It seems that the result of hash algorithm used in bloom filter depends
on the pointer length. On 64bit platforms, there are 135 false positives
in the first part of that test, and 8 in the second part. However, on
32bit platforms, the numbers become 157 and 16 correspondingly.
16 is still less than 20% in the second part, so all fine, but 157 is
slightly larger than 15% in the test assertion. Given it is what we are
shipping, we probably should just accept this and loosen the assertion.
Bug: 1457524
Reviewed-by: heycam
MozReview-Commit-ID: 9kFXBzLFAzE
We could invalidate in a slightly more fine-grained way, but I don't think it's
worth the churn vs. keeping the special-cases minimal.
Bug: 1452640
Reviewed-by: xidorn
MozReview-Commit-ID: 5DkQrgwg9GW
Kinda tricky because :host only matches rules on the shadow root where the rules
come from. So we need to be careful during invalidation and style sharing.
I didn't use the non_ts_pseudo_class_list bits because as soon as we implement
the :host(..) bits we're going to need to special-case it anyway.
The general schema is the following:
* Rightmost featureless :host selectors are handled inserting them in the
host_rules hashmap. Note that we only insert featureless stuff there. We
could insert all of them and just filter during matching, but that's slightly
annoying.
* The other selectors, like non-featureless :host or what not, are added to the
normal cascade data. This is harmless, since the shadow host rules are never
matched against the host, so we know they'll just never match, and avoids
adding more special-cases.
* Featureless :host selectors to the left of a combinator are handled during
matching, in the special-case of next_element_for_combinator in selectors.
This prevents this from being more invasive, and keeps the usual fast path
slim, but it's a bit hard to match the spec and the implementation.
We could keep a copy of the SelectorIter instead in the matching context to
make the handling of featureless-ness explicit in match_non_ts_pseudo_class,
but we'd still need the special-case anyway, so I'm not fond of it.
* We take advantage of one thing that makes this sound. As you may have
noticed, if you had `root` element which is a ShadowRoot, and you matched
something like `div:host` against it, using a MatchingContext with
current_host == root, we'd incorrectly report a match. But this is impossible
due to the following constraints:
* Shadow root rules aren't matched against the host during styling (except
these featureless selectors).
* DOM APIs' current_host needs to be the _containing_ host, not the element
itself if you're a Shadow host.
Bug: 992245
Reviewed-by: xidorn
MozReview-Commit-ID: KayYNfTXb5h
This changes the order to match the normal selector-matching order, which is
usually faster.
That is, when matching div:nth-child(2), for example, before this patch we'd
first try to match :nth-child(2), and only then div.
This patch makes us walk until the end or the next combinator, and only then
match backwards, matching first div, then :nth-child.
Bug: 1443814
Reviewed-by: bholley
It used to be the case that MatchingContext was immutable and thus we didn't
care to have accessors.
This is no longer true, so let's make this code a bit nicer.
Without turning it on yet, of course.
The reason why I didn't use the general PseudoElement mechanism is because this
pseudo is a bit of its own thing, and I found easier to make ::selectors know
about it (because you need to jump to the assigned slot) than the other way
around.
Also, we need to support ::slotted(..)::before and such, and supporting multiple
pseudo-elements like that breaks some other invariants around the SelectorMap,
and fixing those would require special-casing slotted a lot more in other parts
of the code.
Let me know if you think otherwise.
I also don't like much the boolean tuple return value, but I plan to do some
cleanup in the area in a bit, so it should go away soon, I'd hope.
Right now we go through a lot of hoops to see if we ever see a relevant link.
However, that information is not needed: if the element is a link, we'll always
need to compute its visited style because its its own relevant link.
If the element inherits from a link, we need to also compute the visited style
anyway.
So the "has a relevant link been found" is pretty useless when we know what are
we inheriting from.
The branches at the beginning of matches_complex_selector_internal were
affecting performance, and there are no good reasons to keep them.
I've verified that this passes all the visited tests in mozilla central, and
that the test-cases too-flaky to be landed still pass.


Look through the records, and wherever the string "Amplitude" turns up, copy out that line.

################

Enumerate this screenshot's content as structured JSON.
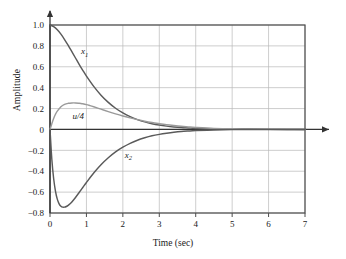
{
  "chart_data": {
    "type": "line",
    "title": "",
    "xlabel": "Time (sec)",
    "ylabel": "Amplitude",
    "xlim": [
      0,
      7
    ],
    "ylim": [
      -0.8,
      1.0
    ],
    "grid": true,
    "legend_position": "inline-annotations",
    "xticks": [
      "0",
      "1",
      "2",
      "3",
      "4",
      "5",
      "6",
      "7"
    ],
    "xtick_values": [
      0,
      1,
      2,
      3,
      4,
      5,
      6,
      7
    ],
    "yticks": [
      "1.0",
      "0.8",
      "0.6",
      "0.4",
      "0.2",
      "0",
      "−0.2",
      "−0.4",
      "−0.6",
      "−0.8"
    ],
    "ytick_values": [
      1.0,
      0.8,
      0.6,
      0.4,
      0.2,
      0,
      -0.2,
      -0.4,
      -0.6,
      -0.8
    ],
    "annotations": [
      {
        "text": "x",
        "sub": "1",
        "x": 0.85,
        "y": 0.72
      },
      {
        "text": "u/4",
        "sub": "",
        "x": 0.62,
        "y": 0.1
      },
      {
        "text": "x",
        "sub": "2",
        "x": 2.05,
        "y": -0.27
      }
    ],
    "series": [
      {
        "name": "x1",
        "color": "#5a5a5a",
        "x": [
          0,
          0.1,
          0.2,
          0.3,
          0.4,
          0.5,
          0.6,
          0.7,
          0.8,
          0.9,
          1.0,
          1.2,
          1.4,
          1.6,
          1.8,
          2.0,
          2.2,
          2.4,
          2.6,
          2.8,
          3.0,
          3.2,
          3.4,
          3.6,
          3.8,
          4.0,
          4.5,
          5.0,
          5.5,
          6.0,
          6.5,
          7.0
        ],
        "values": [
          1.0,
          0.985,
          0.955,
          0.912,
          0.861,
          0.804,
          0.744,
          0.684,
          0.624,
          0.566,
          0.511,
          0.412,
          0.328,
          0.259,
          0.203,
          0.158,
          0.122,
          0.094,
          0.072,
          0.055,
          0.042,
          0.032,
          0.024,
          0.018,
          0.014,
          0.01,
          0.005,
          0.002,
          0.001,
          0.0005,
          0.0002,
          0.0
        ]
      },
      {
        "name": "u/4",
        "color": "#9a9a9a",
        "x": [
          0,
          0.05,
          0.1,
          0.15,
          0.2,
          0.3,
          0.4,
          0.5,
          0.6,
          0.7,
          0.8,
          0.85,
          0.9,
          1.0,
          1.1,
          1.2,
          1.4,
          1.6,
          1.8,
          2.0,
          2.2,
          2.4,
          2.6,
          2.8,
          3.0,
          3.2,
          3.4,
          3.6,
          3.8,
          4.0,
          4.5,
          5.0,
          5.5,
          6.0,
          6.5,
          7.0
        ],
        "values": [
          0.0,
          0.055,
          0.105,
          0.145,
          0.175,
          0.218,
          0.24,
          0.25,
          0.254,
          0.254,
          0.251,
          0.249,
          0.246,
          0.238,
          0.228,
          0.217,
          0.194,
          0.171,
          0.149,
          0.129,
          0.111,
          0.094,
          0.079,
          0.066,
          0.055,
          0.045,
          0.037,
          0.03,
          0.024,
          0.019,
          0.01,
          0.005,
          0.003,
          0.0015,
          0.0007,
          0.0
        ]
      },
      {
        "name": "x2",
        "color": "#5a5a5a",
        "x": [
          0,
          0.05,
          0.1,
          0.15,
          0.2,
          0.25,
          0.3,
          0.35,
          0.4,
          0.45,
          0.5,
          0.55,
          0.6,
          0.7,
          0.8,
          0.9,
          1.0,
          1.2,
          1.4,
          1.6,
          1.8,
          2.0,
          2.2,
          2.4,
          2.6,
          2.8,
          3.0,
          3.2,
          3.4,
          3.6,
          3.8,
          4.0,
          4.5,
          5.0,
          5.5,
          6.0,
          6.5,
          7.0
        ],
        "values": [
          0.0,
          -0.285,
          -0.47,
          -0.59,
          -0.667,
          -0.712,
          -0.735,
          -0.744,
          -0.744,
          -0.738,
          -0.727,
          -0.712,
          -0.694,
          -0.651,
          -0.604,
          -0.556,
          -0.508,
          -0.417,
          -0.338,
          -0.271,
          -0.215,
          -0.17,
          -0.133,
          -0.103,
          -0.08,
          -0.061,
          -0.047,
          -0.036,
          -0.027,
          -0.02,
          -0.015,
          -0.011,
          -0.005,
          -0.002,
          -0.001,
          -0.0005,
          -0.0002,
          0.0
        ]
      }
    ]
  },
  "axes": {
    "y_axis_title": "Amplitude",
    "x_axis_title": "Time (sec)"
  }
}
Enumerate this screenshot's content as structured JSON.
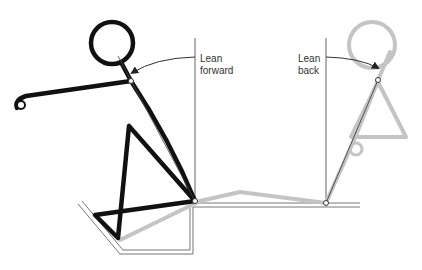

################

> [Solution for this exercise]:
    "ylabel": "Amplitude",
    "y_axis_title": "Amplitude",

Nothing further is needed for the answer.